Notes:
This story uses
italics
in various places for emphasis. Titles for sections of the story are marked in
bold
.
This is not a quick-stroke story. It starts slow, and tapers off from there. There is very limited slap-and-tickle, at least on-screen. The pleasures here, if there be any, are more cerebral than gonadotropic.
There are some Mind Control elements in this story. In some MC stories, the machinery of MC
is
the story. Here all the MC stuff happens off-screen, so to speak, and the characters have to deal with the consequences, the way actors have to work around the furniture of a stage set. It is of note that the leading lady in the story is an unusual case where the victim of MC intervention fully realizes that she's been tampered with.
If you're into
anatta
, you'll find plenty of it here, though not in its orthodox form.
I hope you enjoy.
Chapter One: My name is red
When the light comes on in the closet, it is like a punch to the face. Someone, maybe one of The Help, maybe even Chief himself, has flipped the switch on the wall outside of the closet, and that is my wake-up call. After eight hours of near-total darkness, the light from the bare bulb over my head stabs into my skull, and I throw my hand over my eyes until they can adjust a bit.
My name is red. I am a domestic, and this is how my day begins.
On the other side of a thin wall, in the next closet, I can hear the other domestic, who is called black, greet the day as she does every day, with a whimper that combines pain and grief.
I take my hand away from my eyes, and look quickly around the closet, which was built into a wedge-shaped space below a staircase. The floor space is about seven feet square. Headroom goes from almost-standing at one end to zero as the stairs slope down over my head. A pallet (thin mattress) fills most of the floor area. There is a chamber pot in one corner. On the wall at the tall end is the door, maybe half-height: I have to go in and out of the closet on my hands and knees. The rest of that wall has a shelf, holding a basin, pitcher, soap, towel, a small mirror, and a small set of lipsticks and hair brush and such.
On the floor next to the door is what appears to be a wooden box without a top, maybe two feet square and a foot deep. This is my view of a drawer, the outside face of which is in the corrid--, in the hallway. The pass-thru drawer is how The Help can get items into and out of the closet after I am locked in at night. If my unif--, if my clothes are soiled during the day, I fold them and put them into the drawer on my side of the wall. During the night, one of The Help pulls the drawer open in the hallway, takes out the dirty clothes, puts in the clean ones, and pushes the drawer closed. If I happen to be watching from inside the closet, it looks like the box disap--, is sucked into the wall, and comes back out of it a moment later.
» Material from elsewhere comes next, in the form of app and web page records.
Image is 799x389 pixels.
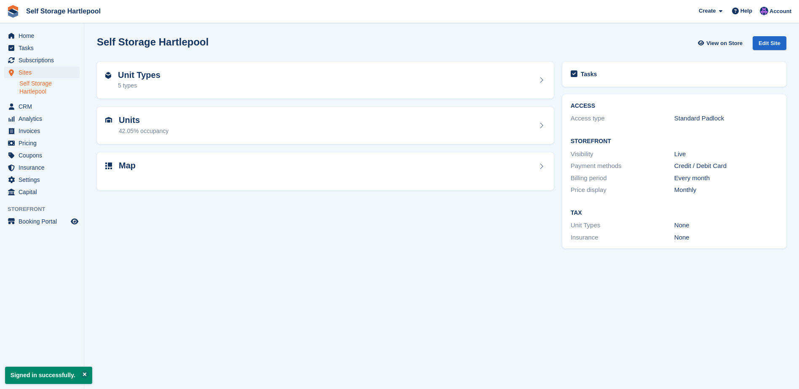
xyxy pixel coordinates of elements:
[674,161,778,171] div: Credit / Debit Card
[8,205,84,214] span: Storefront
[19,216,69,227] span: Booking Portal
[4,186,80,198] a: menu
[19,30,69,42] span: Home
[19,67,69,78] span: Sites
[4,54,80,66] a: menu
[119,161,136,171] h2: Map
[740,7,752,15] span: Help
[19,186,69,198] span: Capital
[571,114,674,123] div: Access type
[571,161,674,171] div: Payment methods
[571,138,778,145] h2: Storefront
[4,113,80,125] a: menu
[5,367,92,384] p: Signed in successfully.
[19,125,69,137] span: Invoices
[97,36,208,48] h2: Self Storage Hartlepool
[571,150,674,159] div: Visibility
[97,62,554,99] a: Unit Types 5 types
[105,117,112,123] img: unit-icn-7be61d7bf1b0ce9d3e12c5938cc71ed9869f7b940bace4675aadf7bd6d80202e.svg
[571,210,778,216] h2: Tax
[699,7,716,15] span: Create
[706,39,743,48] span: View on Store
[697,36,746,50] a: View on Store
[19,137,69,149] span: Pricing
[753,36,786,50] div: Edit Site
[119,127,168,136] div: 42.05% occupancy
[571,174,674,183] div: Billing period
[4,101,80,112] a: menu
[4,174,80,186] a: menu
[674,185,778,195] div: Monthly
[19,150,69,161] span: Coupons
[674,233,778,243] div: None
[69,216,80,227] a: Preview store
[105,72,111,79] img: unit-type-icn-2b2737a686de81e16bb02015468b77c625bbabd49415b5ef34ead5e3b44a266d.svg
[4,67,80,78] a: menu
[674,221,778,230] div: None
[105,163,112,169] img: map-icn-33ee37083ee616e46c38cad1a60f524a97daa1e2b2c8c0bc3eb3415660979fc1.svg
[7,5,19,18] img: stora-icon-8386f47178a22dfd0bd8f6a31ec36ba5ce8667c1dd55bd0f319d3a0aa187defe.svg
[23,4,104,18] a: Self Storage Hartlepool
[19,101,69,112] span: CRM
[4,137,80,149] a: menu
[571,103,778,110] h2: ACCESS
[4,162,80,174] a: menu
[4,30,80,42] a: menu
[118,70,160,80] h2: Unit Types
[4,42,80,54] a: menu
[753,36,786,53] a: Edit Site
[581,70,597,78] h2: Tasks
[119,115,168,125] h2: Units
[19,54,69,66] span: Subscriptions
[770,7,791,16] span: Account
[674,174,778,183] div: Every month
[760,7,768,15] img: Sean Wood
[19,80,80,96] a: Self Storage Hartlepool
[4,216,80,227] a: menu
[19,42,69,54] span: Tasks
[97,107,554,144] a: Units 42.05% occupancy
[571,233,674,243] div: Insurance
[4,150,80,161] a: menu
[571,185,674,195] div: Price display
[19,113,69,125] span: Analytics
[674,114,778,123] div: Standard Padlock
[19,162,69,174] span: Insurance
[4,125,80,137] a: menu
[97,152,554,191] a: Map
[571,221,674,230] div: Unit Types
[674,150,778,159] div: Live
[118,81,160,90] div: 5 types
[19,174,69,186] span: Settings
So my clean clothes for today are lying in the drawer. I do not have time to waste, and I hurry to get dressed, as I know black is doing on her side. I am on duty from the end of the owners' breakfast to the start of dinner, and if I want any breakfast for myself (and it may be my only meal of the day) I have to move smartly.
You may have noticed that I have trouble with big words. I'm sorry. Somehow, I can't say, write, or think words with more than two syllab--, those sounds that words are made of. I can read big words, mostly, or if someone says a big word, I can under--, I know what it means, mostly, but not the other way. I have mostly learned not to try to say big words, but sometimes I have to start over in a sentence, as you've seen, and it limits how complex the things are that I can think. Every domestic I've met has the same problem. In fact, it seems that the only big word I can say is "domestic." It would be sort of funny not to be able to say what I am, right?